The two requests sound contradictory, but the engineers have pulled it off: The carbon-fiber-cased Vaio TX series tops Sony's model T with an 11.1- rather than 10.6-inch-diagonal widescreen display, while tipping the scales at just 2.8 pounds -- yes, including a DVD±RW drive as well as a 60GB hard disk. If you resisted the combination of ultraportable convenience and no-hotspot-required Web and e-mail access before, the TX makes resistance even harder -- if, that is, you don't balk at the premium price.

Flying First Class

That price starts at $2,000 for a model with 512MB of DDR-2/400 and a DVD-ROM/CD-RW combo drive and climbs to $2,600 for our TX670P test unit with 1GB of memory and the DVD±RW burner. The latter is a Matsushita slimline drive with double-layer DVD+R support and the world's smallest eject button: So tiny you press it with just the tip of a fingernail, it takes some groping and poking along the right edge of the laptop whenever you want to load or remove a disc.

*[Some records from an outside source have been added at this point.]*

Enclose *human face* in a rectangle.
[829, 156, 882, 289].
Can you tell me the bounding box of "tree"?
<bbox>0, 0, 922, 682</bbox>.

The 11.1-inch screen reflects equally strenuous slimming; Sony claims it's no thicker than a stack of four credit cards, yet more than twice as sturdy or crack-resistant than its predecessor. With an overall system size of 7.7 by 10.7 by 1.1 inches, the Vaio will easily fit an airline tray table, even with the screen tilted back, even with the clod in front of you reclined to a dentist's-chair angle.

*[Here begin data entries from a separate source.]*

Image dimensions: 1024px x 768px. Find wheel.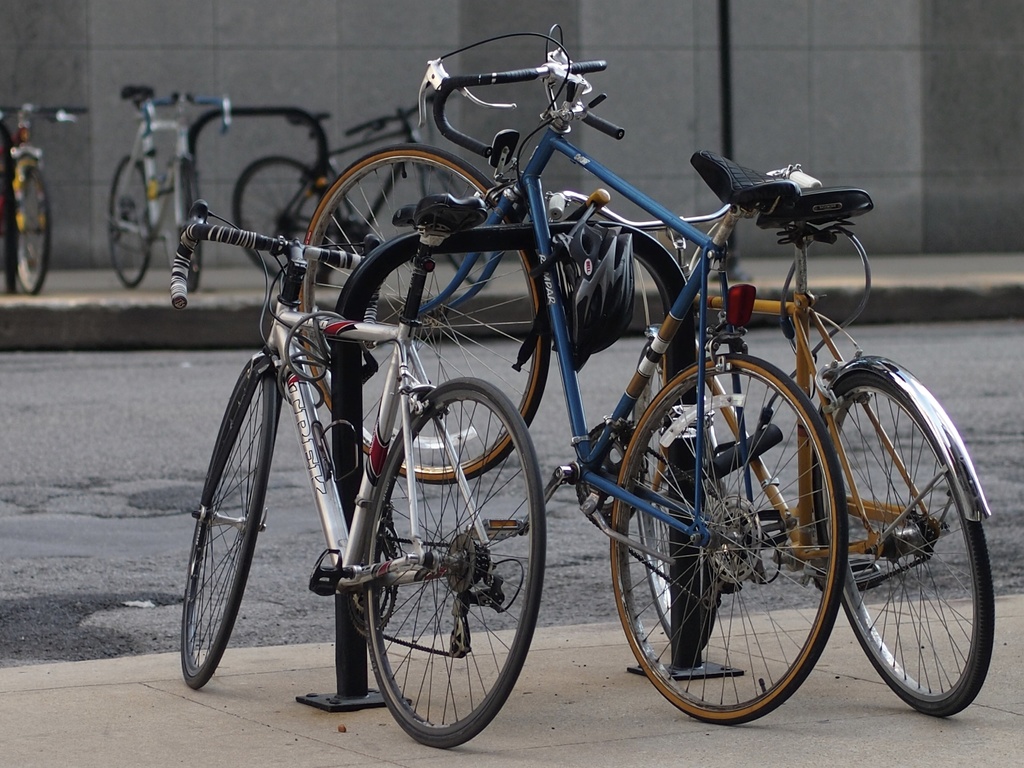
x1=422, y1=166, x2=493, y2=284.
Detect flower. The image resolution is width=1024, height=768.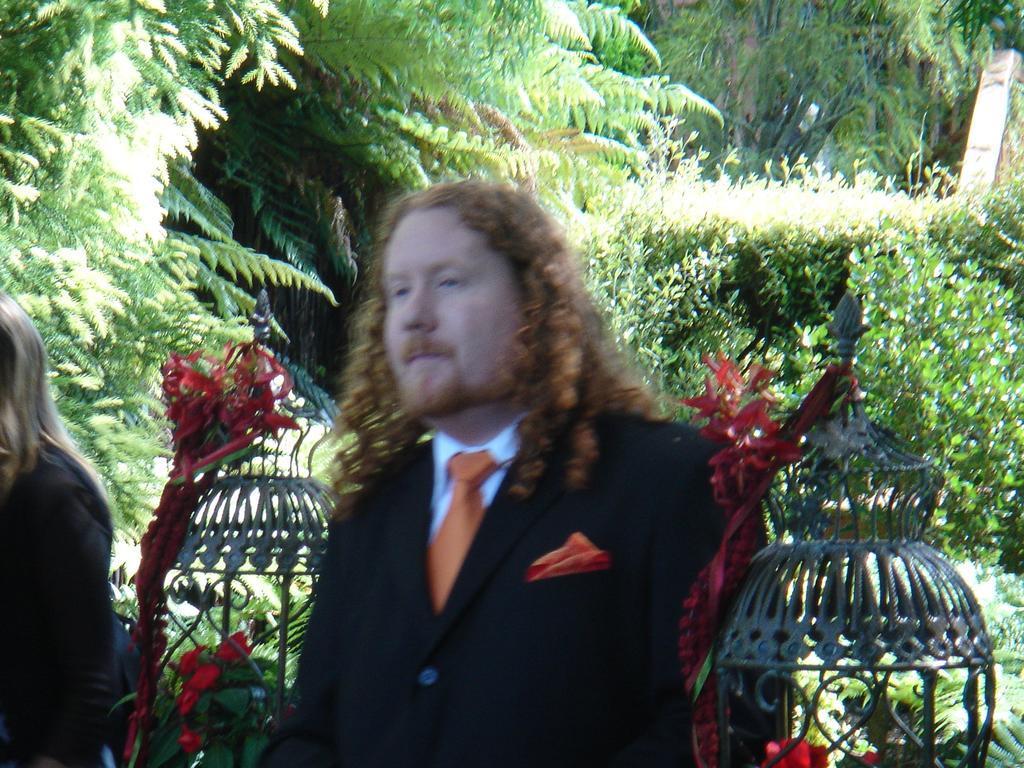
bbox=(176, 641, 204, 679).
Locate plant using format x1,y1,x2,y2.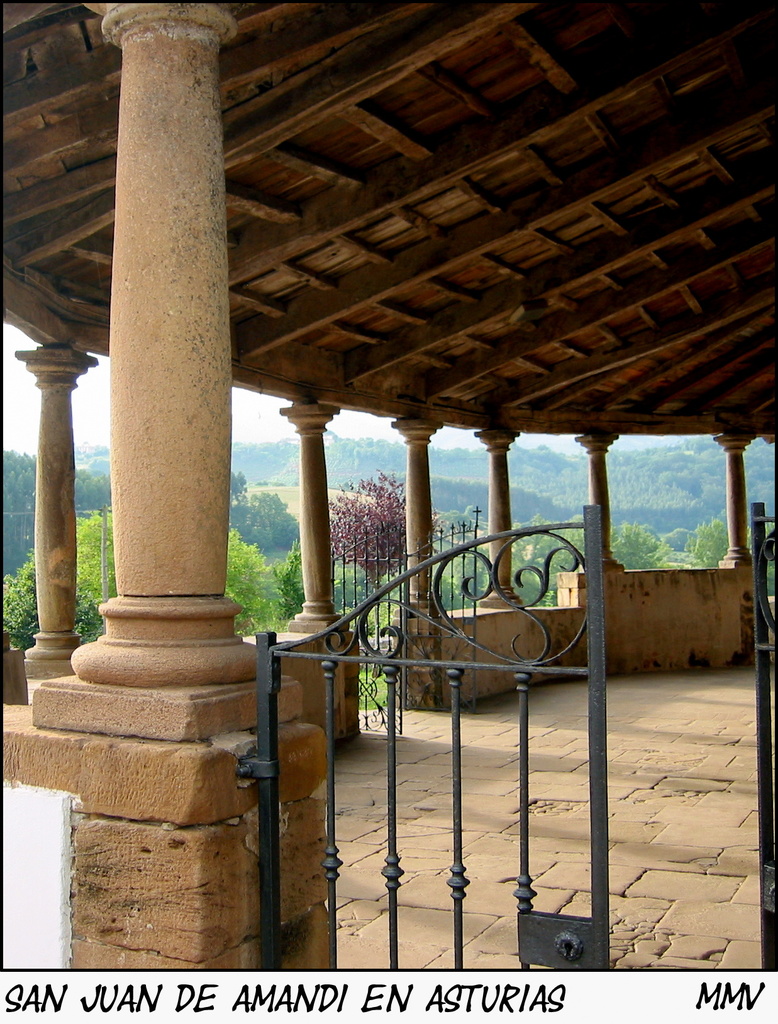
324,561,399,715.
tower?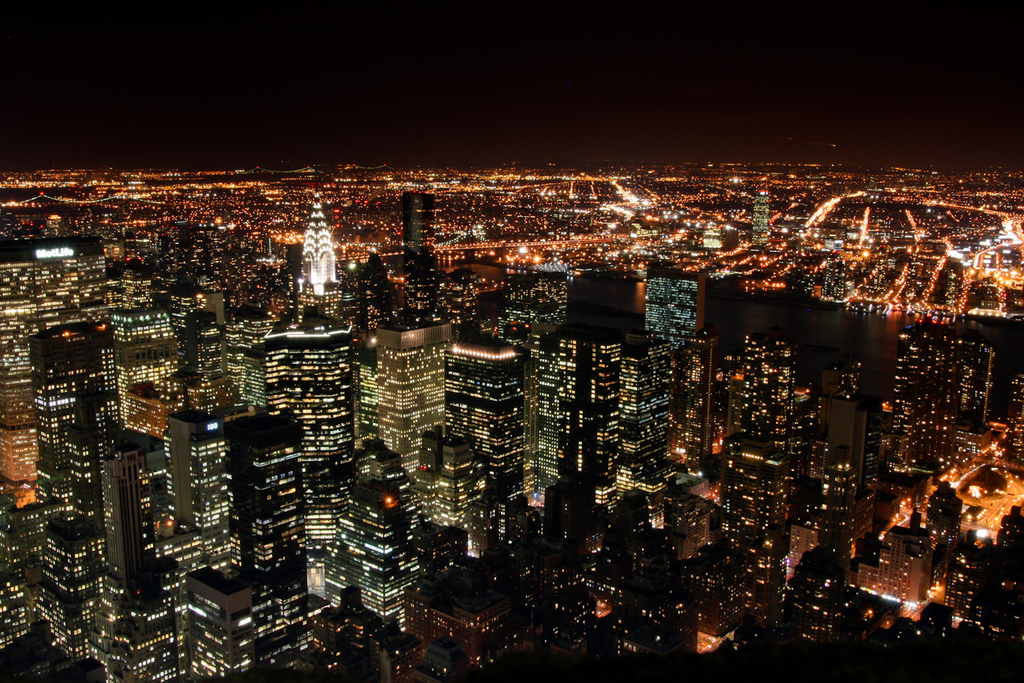
<box>108,308,182,390</box>
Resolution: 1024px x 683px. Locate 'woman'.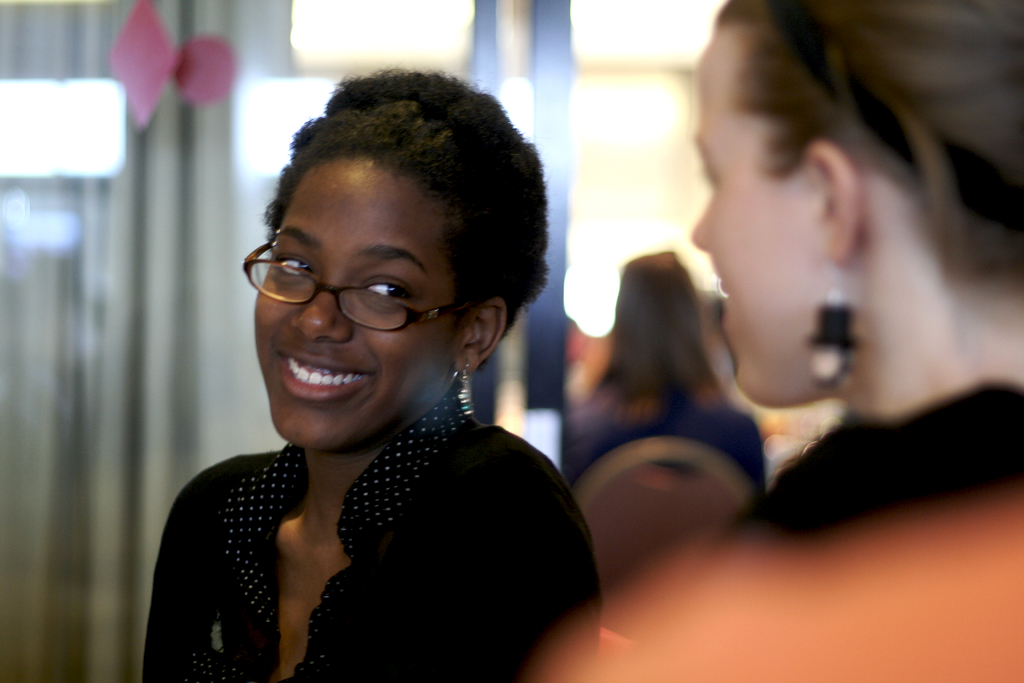
pyautogui.locateOnScreen(560, 245, 770, 517).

Featuring Sony's XBrite glossy black rather than gray finish, the LCD is bright and sharp enough for everyday text, splashy color images, and crisp DVD movies alike, though its 1,366 by 768 resolution leaves text and icons a bit on the small side. (As with the T350P, there's a function-key combination to toggle a slightly pixelated but easier-to-read magnified resolution of 1,064 by 600.) We found no bad pixels in our Vaio's display.

The TX670P wears one of Intel's Centrino stickers, testifying to its combination of the chipmaker's Pentium M 753 processor, 915GMS integrated-graphics chipset, and Pro/Wireless 2200BG 802.11b/g wireless network adapter. The Pentium M 753 is an ultra-low-voltage 1.2GHz CPU with 400MHz front-side bus and 2MB of Level 2 cache.

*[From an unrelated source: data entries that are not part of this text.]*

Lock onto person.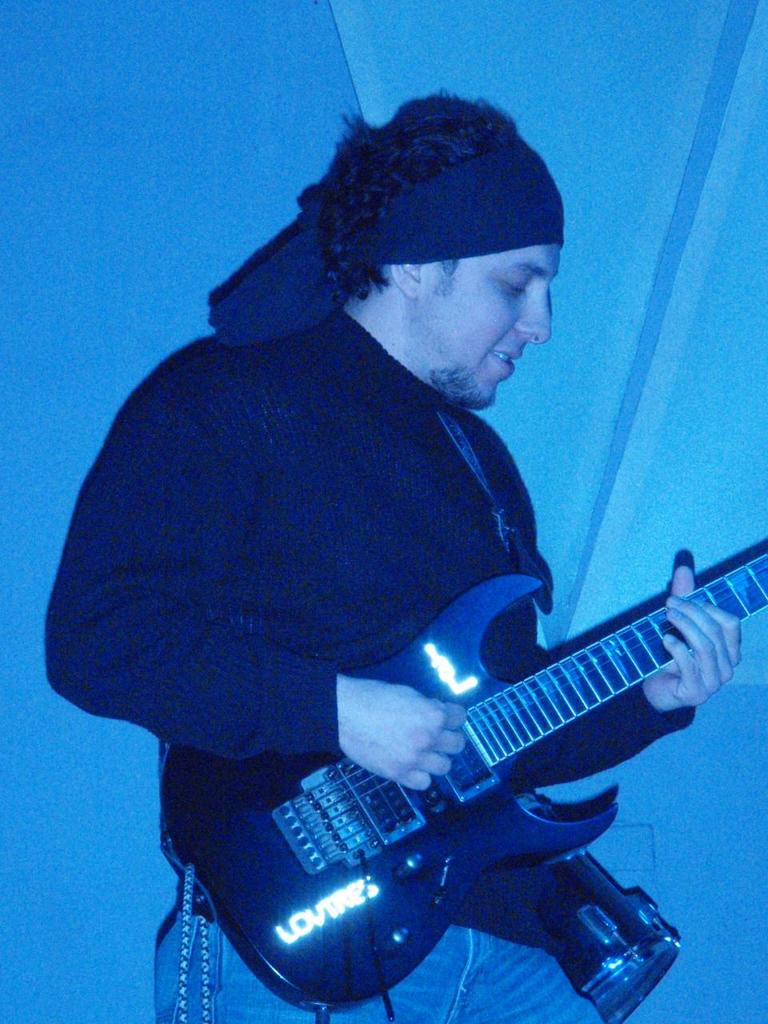
Locked: crop(46, 86, 739, 1023).
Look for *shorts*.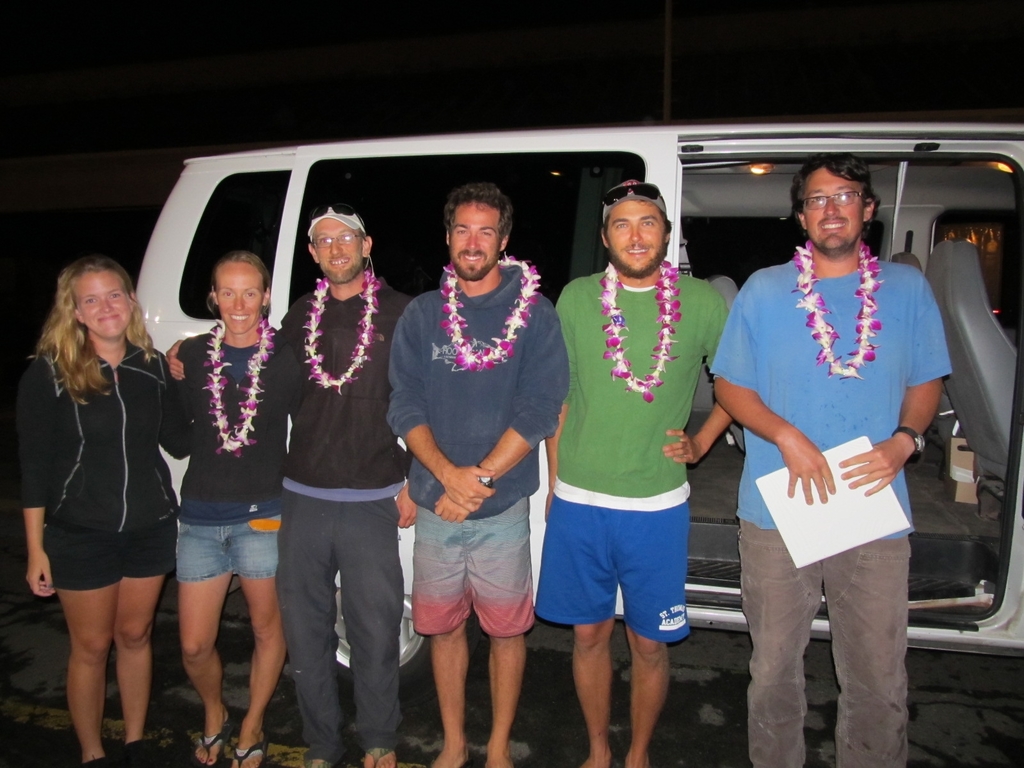
Found: left=44, top=511, right=170, bottom=586.
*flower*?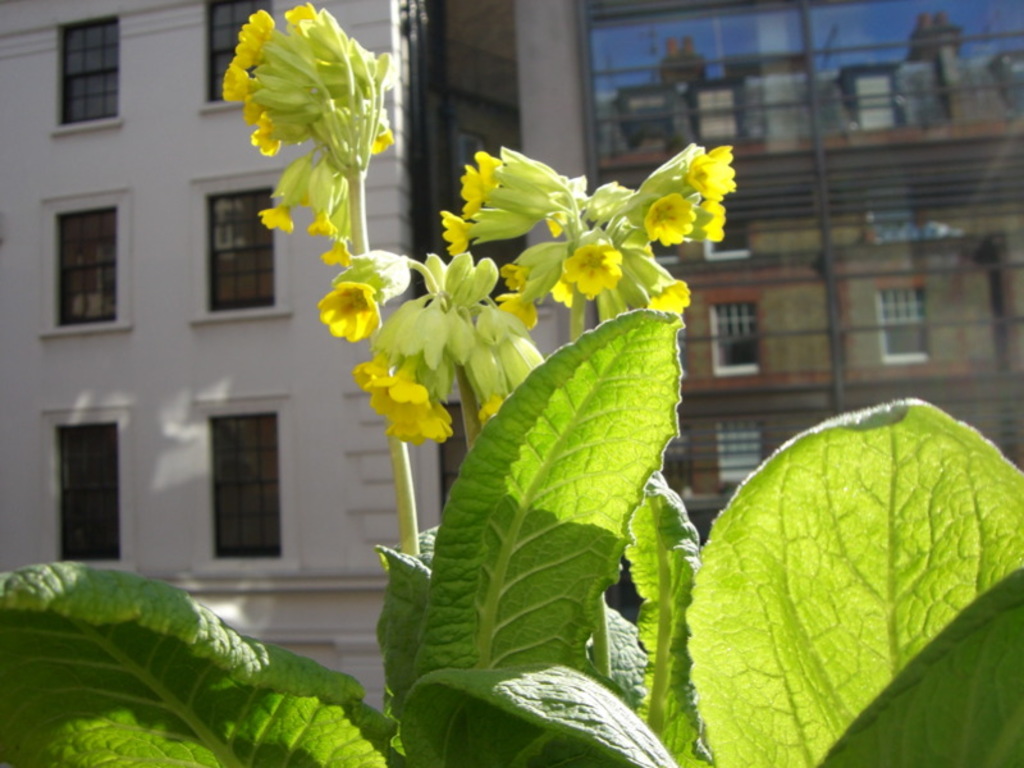
[left=562, top=241, right=622, bottom=301]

Along with the gigabyte of DDR-2/400 memory (expandable to 1.5GB) and 60MB, 4,200-rpm Toshiba hard drive, the Intel components power the Vaio to respectable business-but-not-game-worthy performance, including a BAPCo SysMark 2004 Office Productivity score of 93 and Futuremark PCMark05 rating of 1,370 (CPU 1,900; memory 1,846; hard disk 2,286; graphics 583).

When we call the 915GMS' Graphics Media Accelerator 900 video not game-worthy, we mean 15 frames per second in Wolfenstein: Enemy Territory and 5 fps with a graphics score of 558 in AquaMark3. The Sony's 3DMark05 score was 203.